Dear Wolfgang,
Sorry for delayed response, I did not follow the u-boot list for few weeks an missed your e-mails somehow. Please see my comments below.
On Tue, Oct 26, 2010 at 11:09 PM, Wolfgang Denk wd@denx.de wrote:
Dear Michael Zaidman,
In message d520c6ef298416a03789ebfa4e05e257b5331693.1284965175.git.michael.zaidman@gmail.com you wrote:
- Revives POST for blackfin arch;
- Removes redundant code:
arch/blackfin/lib/post.c arch/powerpc/cpu/ppc4xx/commproc.c arch/powerpc/cpu/mpc512x/common.c
- fixes up the post_word_{load|store} usage.
Unfortunately it turns out that the code now contains a few nasty bugs...
Thanks for catching this, I expected a feedback due to a huge number of boards and architectures the patch has touched...
...
#define CONFIG_SYS_GBL_DATA_OFFSET (CONFIG_SYS_INIT_RAM_END - CONFIG_SYS_GBL_DATA_SIZE) -#define CONFIG_SYS_POST_WORD_ADDR (CONFIG_SYS_GBL_DATA_OFFSET - 0x4) -#define CONFIG_SYS_INIT_SP_OFFSET CONFIG_SYS_POST_WORD_ADDR +#define CONFIG_SYS_INIT_SP_OFFSET (CONFIG_SYS_GBL_DATA_OFFSET - 0x4)
This is a seriously broken design, as it sneaks in storage for a variable in a storage location where it is not expected.
There were a number of boards implemented this design (alpr, karef, katmai, metrobox, ocotea, redwood, taishan, xpedite1000, yucca, etc...) I just grouped their definitions in a single place. But, you are right, it should be fixed.
But it's even worse.
244 in_flash: 245 lis r1, (CONFIG_SYS_INIT_RAM_ADDR + CONFIG_SYS_GBL_DATA_OFFSET)@h 246 ori r1, r1, (CONFIG_SYS_INIT_RAM_ADDR + CONFIG_SYS_GBL_DATA_OFFSET)@l 247 248 li r0, 0 /* Make room for stack frame header and */ 249 stwu r0, -4(r1) /* clear final stack frame so that */ 250 stwu r0, -4(r1) /* stack backtraces terminate cleanly */ ...
As you can see, the code does not use CONFIG_SYS_INIT_SP_OFFSET at all; instead it performs a calculation which should be redundant, but in the current code it means that the location of the POST_WORD is right in the initial stack.
This code should use the CONFIG_SYS_INIT_SP_OFFSET. This should be fixed regardless of the POST_WORD location. I figured out that there a number of architectures that implement this redundancy.
Why do we not simply reserve a word in the global data structure instead?
I guess, because the global data structure is cleared in the cpu_init_f() upon startup? memset ((void *) gd, 0, sizeof (gd_t));
We can prevent part or single field of the gd structure from to be cleared. Does this make sense to you?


§ WHAT YOU ARE ASKED TO DO: Determine how many lines in this listing contain the word "pixels" and report that number by itself.

§ ENTRIES SUPPLIED:
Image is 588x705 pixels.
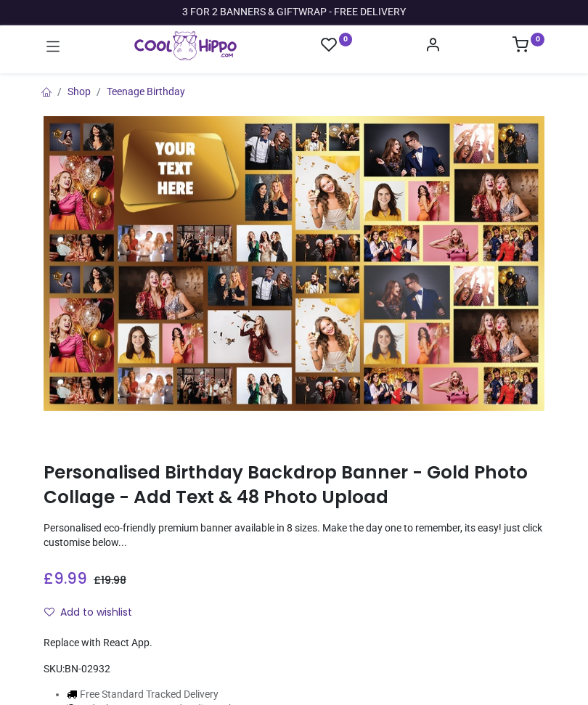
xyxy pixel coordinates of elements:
[134,31,237,60] img: Cool Hippo
[44,521,544,550] p: Personalised eco-friendly premium banner available in 8 sizes. Make the day one to remember, its ...
[44,568,87,589] span: £
[134,31,237,60] a: Logo of Cool Hippo
[182,5,406,19] div: 3 FOR 2 BANNERS & GIFTWRAP - FREE DELIVERY
[339,33,352,46] sup: 0
[424,40,440,52] a: Account Info
[44,600,144,625] button: Add to wishlistAdd to wishlist
[44,636,544,650] div: Replace with React App.
[530,33,544,46] sup: 0
[44,662,544,676] div: SKU:
[67,86,91,97] a: Shop
[44,461,544,510] h1: Personalised Birthday Backdrop Banner - Gold Photo Collage - Add Text & 48 Photo Upload
[65,663,111,675] span: BN-02932
[67,687,270,702] li: Free Standard Tracked Delivery
[101,573,127,588] span: 19.98
[54,568,87,589] span: 9.99
[320,36,352,55] a: 0
[44,607,55,617] i: Add to wishlist
[44,116,544,411] img: Personalised Birthday Backdrop Banner - Gold Photo Collage - Add Text & 48 Photo Upload
[94,573,127,588] span: £
[107,86,185,97] a: Teenage Birthday
[513,40,544,52] a: 0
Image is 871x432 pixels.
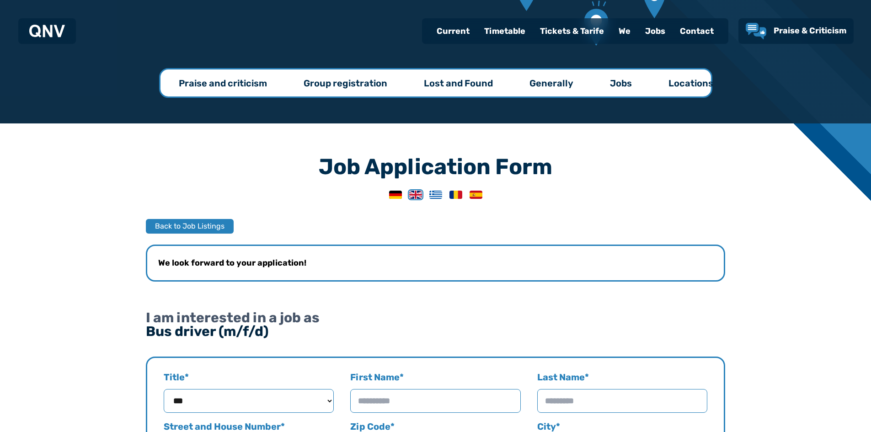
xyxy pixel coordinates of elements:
label: Title * [164,371,334,413]
img: Spanish [470,191,482,199]
img: Greek [429,191,442,199]
strong: We look forward to your application! [158,258,306,268]
font: Group registration [304,78,387,89]
a: QNV Logo [29,22,65,40]
font: Bus driver (m/f/d) [146,323,269,340]
a: Timetable [477,19,533,43]
img: Romanian [449,191,462,199]
font: Contact [680,26,714,36]
img: QNV Logo [29,25,65,37]
button: Back to Job Listings [146,219,234,234]
a: Praise and criticism [160,69,285,96]
input: First Name* [350,389,520,413]
a: Contact [673,19,721,43]
a: Lost and Found [406,69,511,96]
a: Current [429,19,477,43]
label: Last Name * [537,371,707,413]
font: Current [437,26,470,36]
font: Praise & Criticism [774,26,846,36]
select: Title* [164,389,334,413]
a: Group registration [285,69,406,96]
font: Praise and criticism [179,78,267,89]
font: Generally [529,78,573,89]
a: Generally [511,69,592,96]
a: Tickets & Tarife [533,19,611,43]
input: Last Name* [537,389,707,413]
img: English [409,191,422,199]
a: Jobs [592,69,650,96]
a: Jobs [638,19,673,43]
font: Lost and Found [424,78,493,89]
h3: Job Application Form [146,156,725,178]
span: Back to Job Listings [155,221,224,232]
label: First Name * [350,371,520,413]
font: Timetable [484,26,525,36]
font: We [619,26,631,36]
font: Jobs [610,78,632,89]
a: Praise & Criticism [746,23,846,39]
font: Locations [668,78,713,89]
p: I am interested in a job as [146,311,320,325]
img: German [389,191,402,199]
a: Locations [650,69,732,96]
a: We [611,19,638,43]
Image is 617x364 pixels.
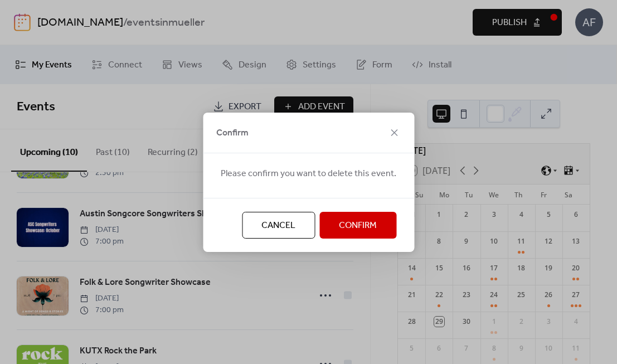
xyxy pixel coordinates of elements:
[242,212,315,238] button: Cancel
[262,219,295,233] span: Cancel
[216,127,248,140] span: Confirm
[339,219,377,233] span: Confirm
[320,212,396,238] button: Confirm
[221,167,396,180] span: Please confirm you want to delete this event.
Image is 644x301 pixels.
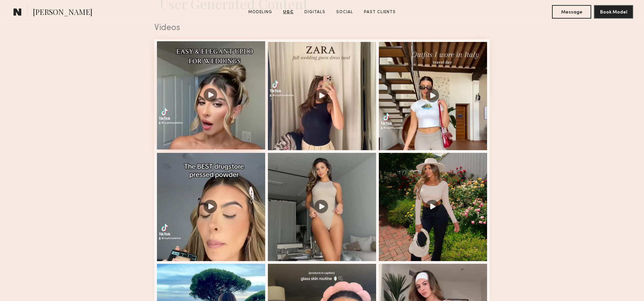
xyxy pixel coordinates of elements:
button: Message [552,5,591,19]
a: Past Clients [361,9,399,15]
a: Modeling [246,9,275,15]
a: Book Model [594,9,633,15]
div: Videos [154,24,490,33]
a: Digitals [302,9,328,15]
span: [PERSON_NAME] [33,7,92,19]
a: Social [334,9,356,15]
a: UGC [281,9,296,15]
button: Book Model [594,5,633,19]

§ TASK ANSWER: 4